The American Civil Liberties Union and its Virginia affiliate have sued a school board for denying transgender students access to the restroom of their choice and instead requiring them to use single-stall facilities.
The ACLU filed the suit today in federal court in Virginia, alleging that the Gloucester County School Board had violated the civil rights of transgender student Gavin Grimm by enacting the restroom policy last December. The organization argues that the policy violates the Fourteenth Amendment to the U.S. Constitution and Title IX of the U.S. Education Amendments of 1972, a federal law prohibiting sex discrimination by schools.

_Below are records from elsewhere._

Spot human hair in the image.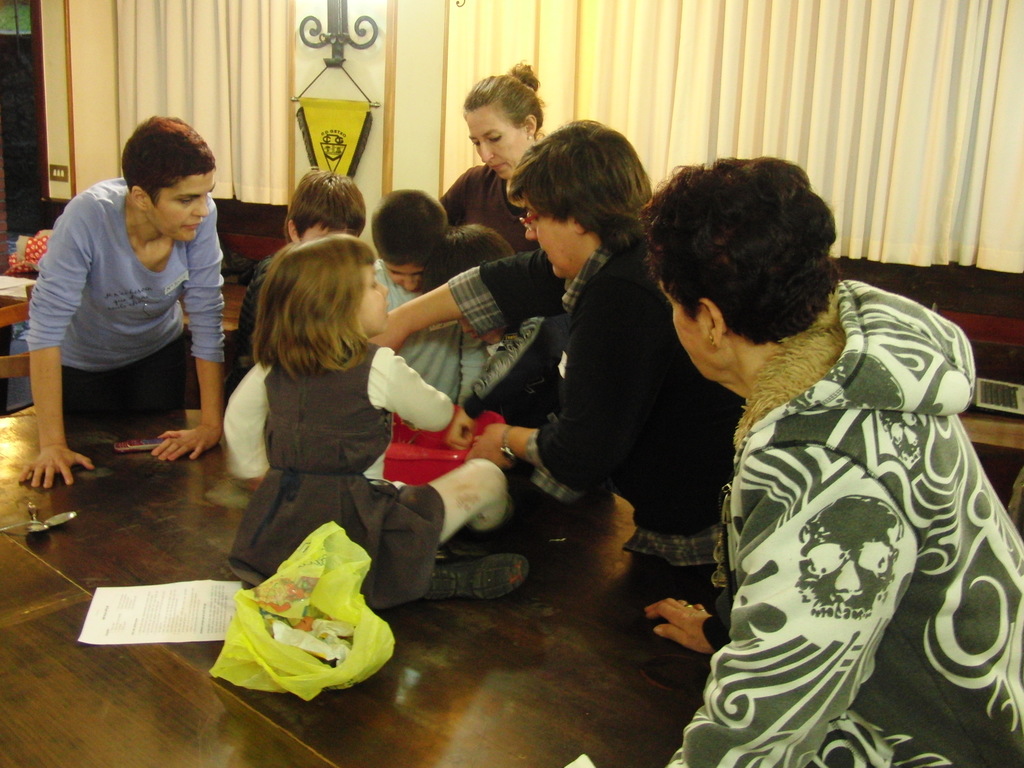
human hair found at (365, 182, 449, 266).
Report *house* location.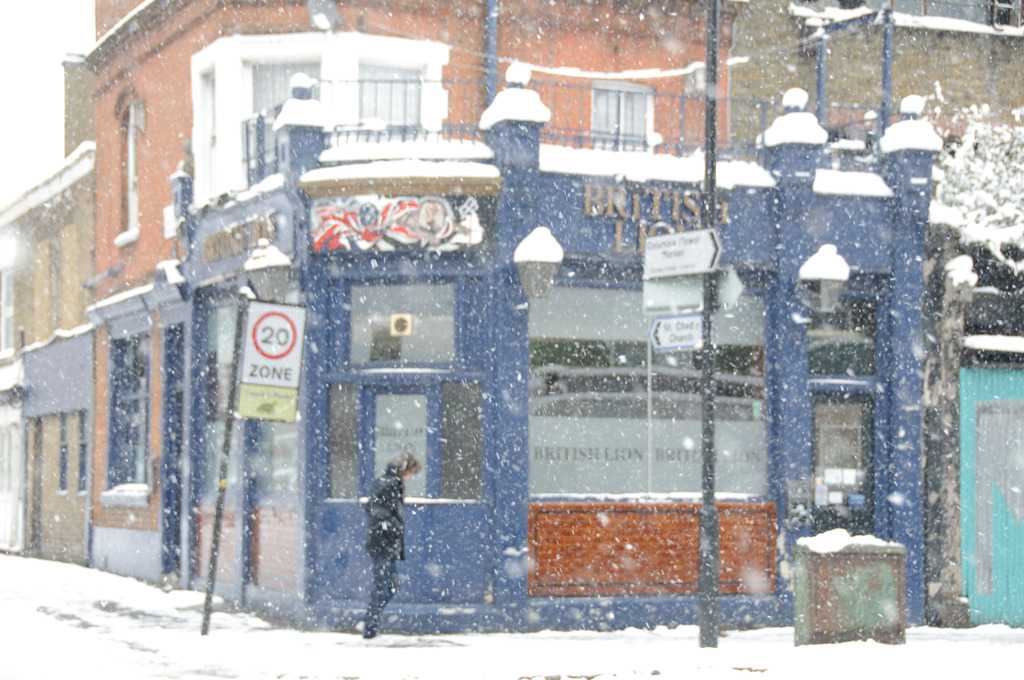
Report: box(726, 0, 1023, 150).
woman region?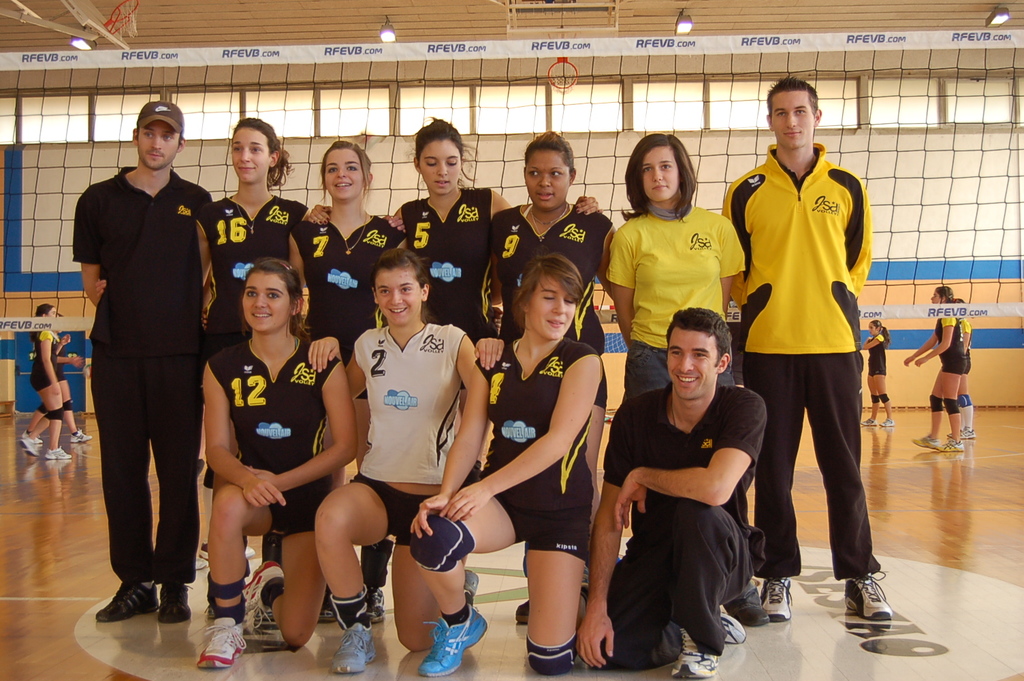
Rect(288, 140, 406, 363)
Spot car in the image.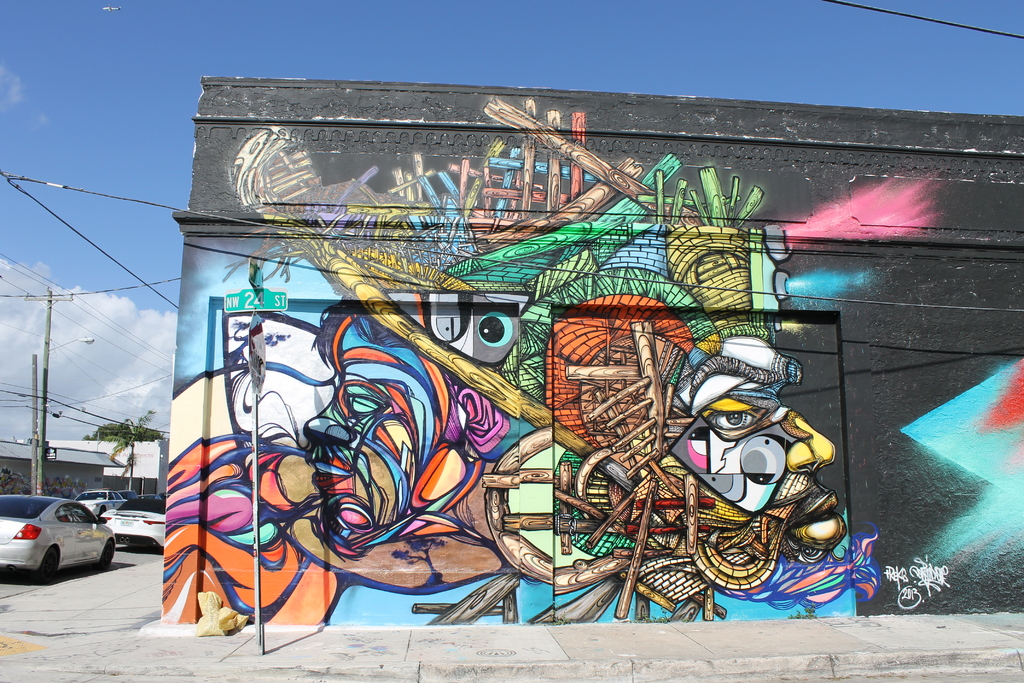
car found at box(4, 500, 131, 586).
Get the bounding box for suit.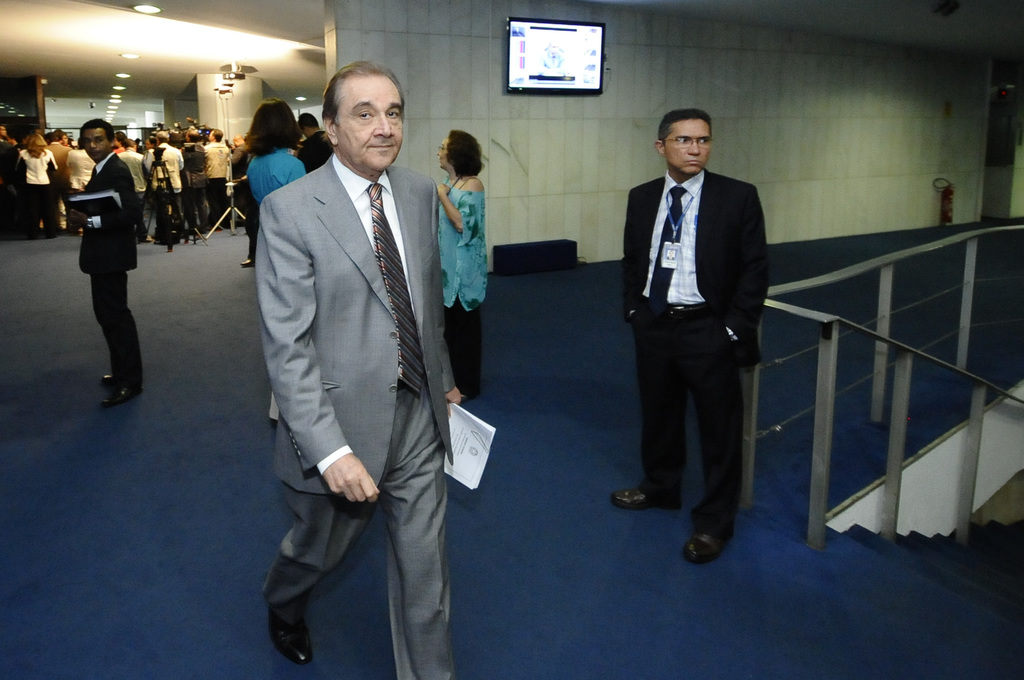
bbox=[624, 172, 767, 534].
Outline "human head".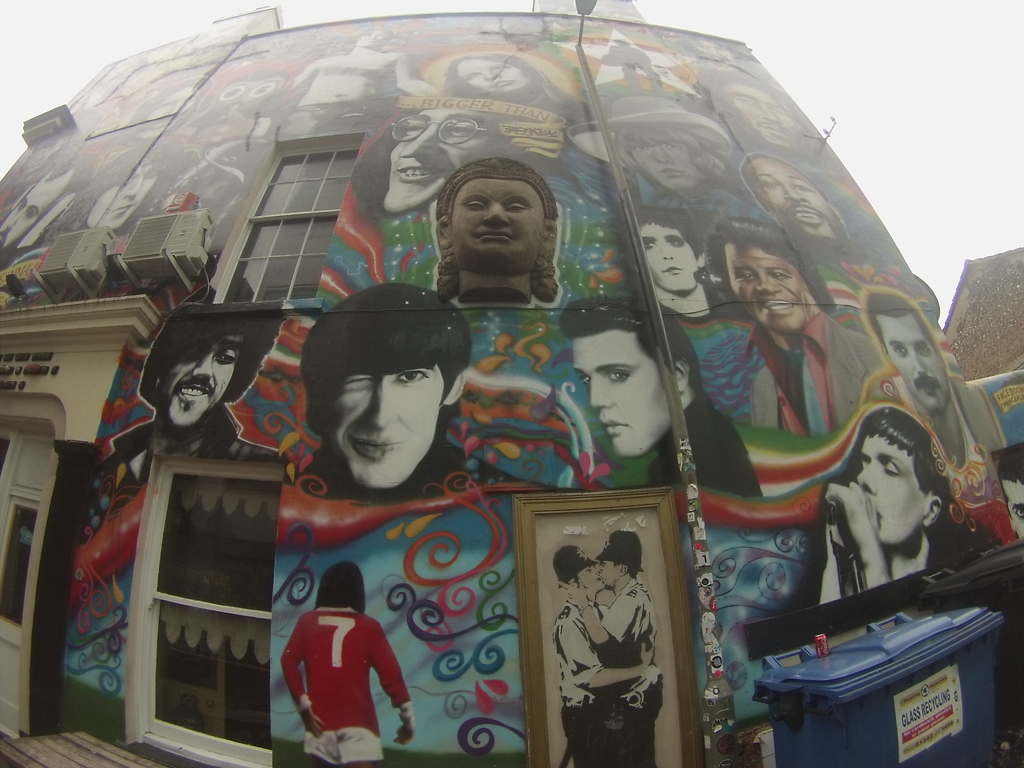
Outline: locate(710, 222, 822, 326).
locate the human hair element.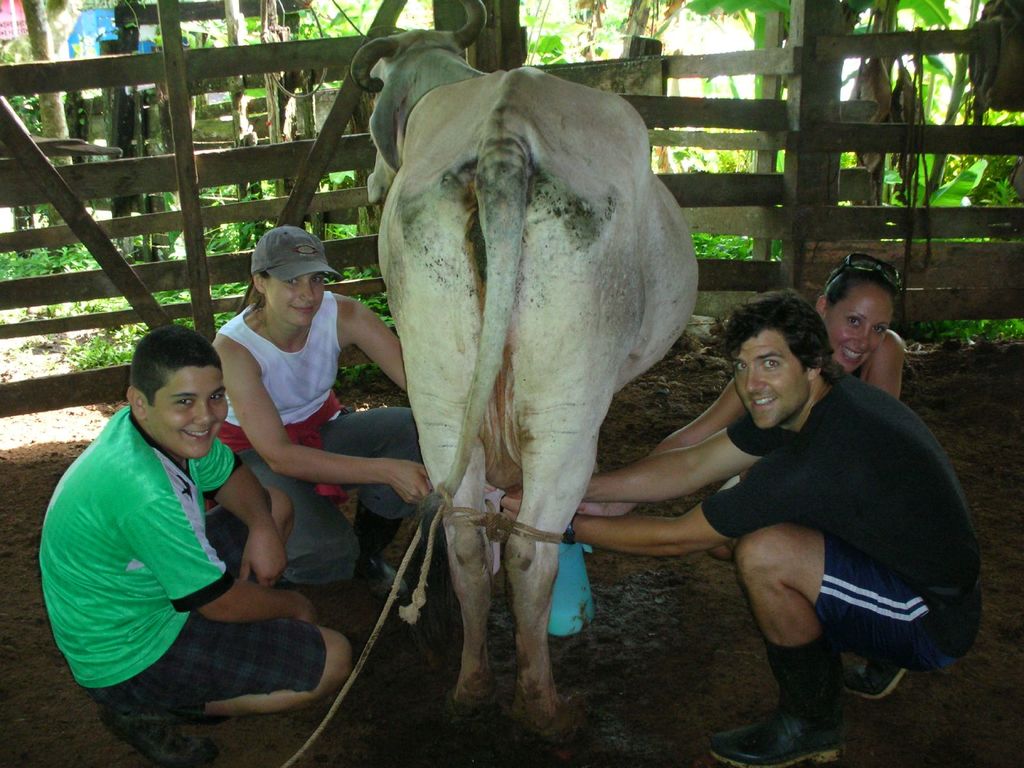
Element bbox: <box>248,268,271,310</box>.
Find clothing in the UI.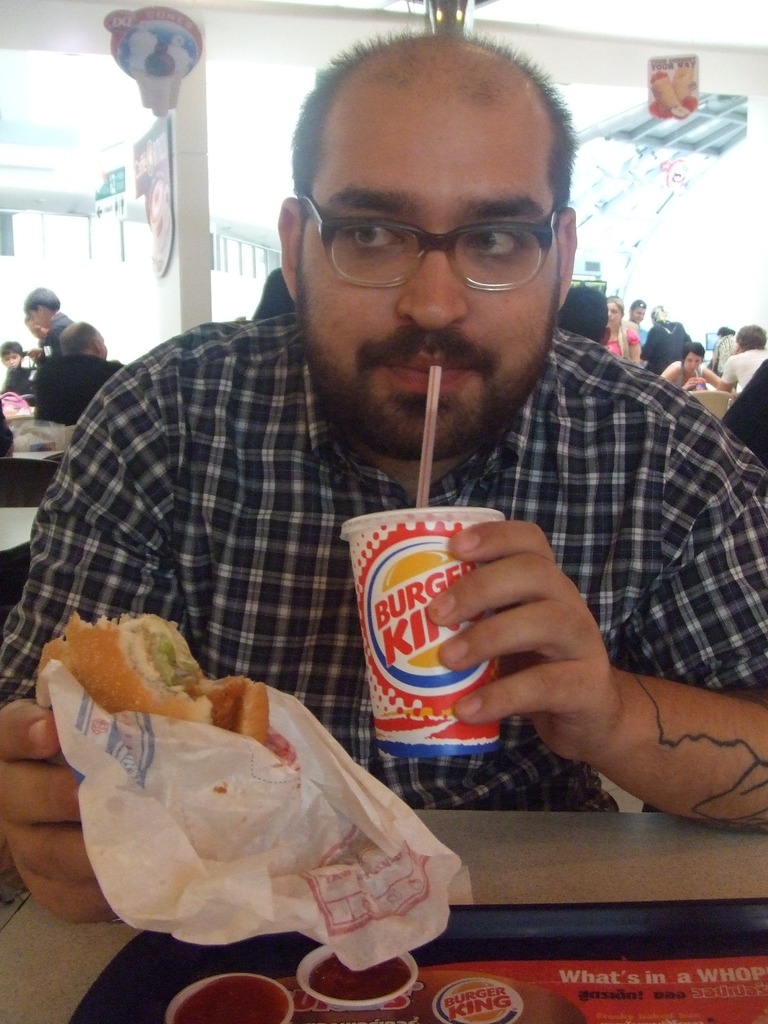
UI element at pyautogui.locateOnScreen(249, 265, 298, 323).
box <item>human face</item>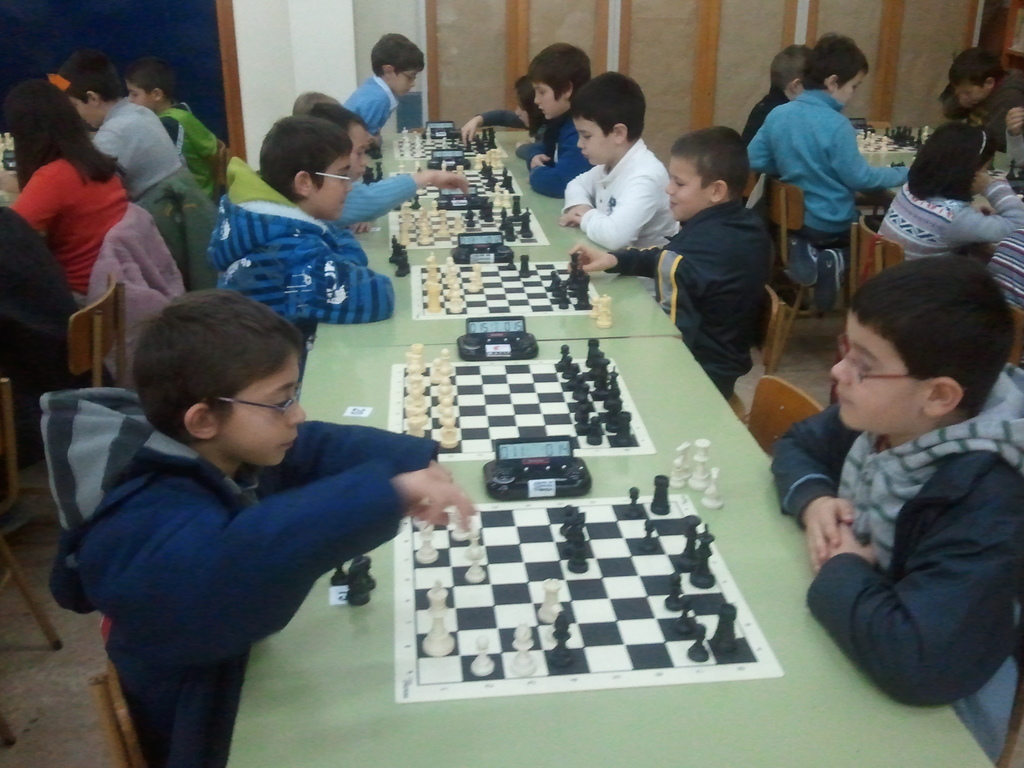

"The school board's policy is deeply stigmatizing and needlessly cruel," said Joshua Block, a senior staff attorney at the ACLU Lesbian, Gay, Bisexual, Transgender and HIV Project, in a press release. "Any student -- transgender or not -- should be free to use single-stall restrooms if they want extra privacy. Instead of protecting the privacy of all students, the school board has chosen to single out transgender students as unfit to use the same restrooms as everyone else."
"I just want to use the restroom in peace," Grimm said in the same press release. "Since the school board passed this policy I feel singled out and humiliated every time I need to use the restroom."
Grimm, who will begin his junior year at Gloucester High School this fall, used the boys' restroom for almost two months last year without incident, but some parents and other residents of Gloucester County complained, resulting in the adoption of the policy requiring transgender studies to use single-stall restrooms. He is currently the only student in the school affected by the policy, which isolates him and subjects him to stigma, the suit argues. The ACLU asks that the policy be changed and that the school district pay damages to Grimm and his mother in an amount determined by the court.